Cervical cancer prevention could become dramatically more accessible worldwide as evidence mounts that adolescent girls may need only one HPV vaccination instead of the currently recommended two doses. This finding addresses a critical global health gap where cost, logistics, and compliance barriers have left millions unprotected against the virus responsible for most cervical cancers.

A randomized trial involving 20,330 girls aged 12-16 demonstrated that single doses of both bivalent and nonavalent HPV vaccines provided statistically equivalent protection against HPV types 16 and 18 compared to the standard two-dose regimen. Over four years of follow-up, the infection rate difference between single and double dosing was negligible—less than 0.25 infections per 100 participants for both vaccine formulations. The study used rigorous noninferiority design with a prespecified margin of 1.25 infections per 100 participants, meaning single-dose protection needed to be within this threshold to be considered equivalent.

This represents potentially transformative evidence for global vaccination policy, particularly in resource-limited settings where reaching girls twice proves logistically challenging. Previous observational studies hinted at single-dose efficacy, but this represents the largest randomized controlled evidence to date. However, important caveats remain: the four-year follow-up period, while substantial, cannot yet confirm lifelong protection equivalence. The trial also focused on younger adolescents whose immune systems may respond more robustly than older populations. Nevertheless, for policymakers weighing coverage expansion against dosing intensity, this evidence suggests that vaccinating twice as many girls with single doses could yield superior population-level protection than maintaining two-dose requirements with lower uptake rates.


• Exercise goal: Reproduce all the lines below exactly and omit the images.

• Supplied information:
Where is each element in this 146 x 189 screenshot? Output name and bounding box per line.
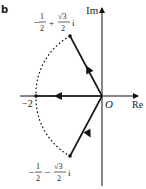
- arrow-left-icon: [54, 92, 62, 100]
- vector-upper: [70, 36, 102, 96]
- panel-label: b: [1, 4, 8, 15]
- svg-text:2: 2: [61, 24, 65, 33]
- point-left: [34, 94, 38, 98]
- point-lower: [68, 154, 72, 158]
- svg-text:1: 1: [40, 12, 44, 21]
- point-left-label: −2: [22, 98, 33, 109]
- svg-text:2: 2: [40, 24, 44, 33]
- svg-text:2: 2: [36, 174, 40, 183]
- re-axis-label: Re: [132, 99, 144, 110]
- vector-lower: [70, 96, 102, 156]
- svg-text:2: 2: [57, 174, 61, 183]
- svg-text:−: −: [45, 167, 51, 178]
- complex-plane-diagram: b Im Re O −2 − 1 2 + √3 2 i − 1 2 − √3: [0, 0, 146, 189]
- origin-label: O: [105, 98, 113, 110]
- point-upper: [68, 34, 72, 38]
- svg-text:1: 1: [36, 162, 40, 171]
- svg-text:√3: √3: [58, 12, 66, 21]
- point-upper-label: − 1 2 + √3 2 i: [34, 12, 75, 33]
- arrow-lower-icon: [83, 129, 94, 140]
- arrow-upper-icon: [83, 64, 94, 75]
- im-axis-label: Im: [86, 4, 99, 16]
- svg-text:i: i: [72, 18, 75, 28]
- svg-text:−: −: [29, 167, 35, 178]
- svg-text:+: +: [49, 18, 54, 28]
- svg-text:i: i: [68, 168, 71, 178]
- svg-text:√3: √3: [54, 162, 62, 171]
- point-lower-label: − 1 2 − √3 2 i: [29, 162, 71, 183]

• Answer box:
Where is each element in this 146 x 189 screenshot? Output name and bounding box per line.
- arrow-left-icon: [54, 92, 62, 100]
- vector-upper: [70, 36, 102, 96]
- panel-label: b: [1, 4, 8, 15]
- svg-text:2: 2: [61, 24, 65, 33]
- point-left: [34, 94, 38, 98]
- point-lower: [68, 154, 72, 158]
- svg-text:1: 1: [40, 12, 44, 21]
- point-left-label: −2: [22, 98, 33, 109]
- svg-text:2: 2: [40, 24, 44, 33]
- svg-text:2: 2: [36, 174, 40, 183]
- re-axis-label: Re: [132, 99, 144, 110]
- vector-lower: [70, 96, 102, 156]
- svg-text:2: 2: [57, 174, 61, 183]
- svg-text:−: −: [45, 167, 51, 178]
- complex-plane-diagram: b Im Re O −2 − 1 2 + √3 2 i − 1 2 − √3: [0, 0, 146, 189]
- origin-label: O: [105, 98, 113, 110]
- point-upper: [68, 34, 72, 38]
- svg-text:1: 1: [36, 162, 40, 171]
- svg-text:√3: √3: [58, 12, 66, 21]
- point-upper-label: − 1 2 + √3 2 i: [34, 12, 75, 33]
- arrow-lower-icon: [83, 129, 94, 140]
- arrow-upper-icon: [83, 64, 94, 75]
- im-axis-label: Im: [86, 4, 99, 16]
- svg-text:i: i: [72, 18, 75, 28]
- svg-text:−: −: [29, 167, 35, 178]
- svg-text:+: +: [49, 18, 54, 28]
- svg-text:i: i: [68, 168, 71, 178]
- svg-text:√3: √3: [54, 162, 62, 171]
- point-lower-label: − 1 2 − √3 2 i: [29, 162, 71, 183]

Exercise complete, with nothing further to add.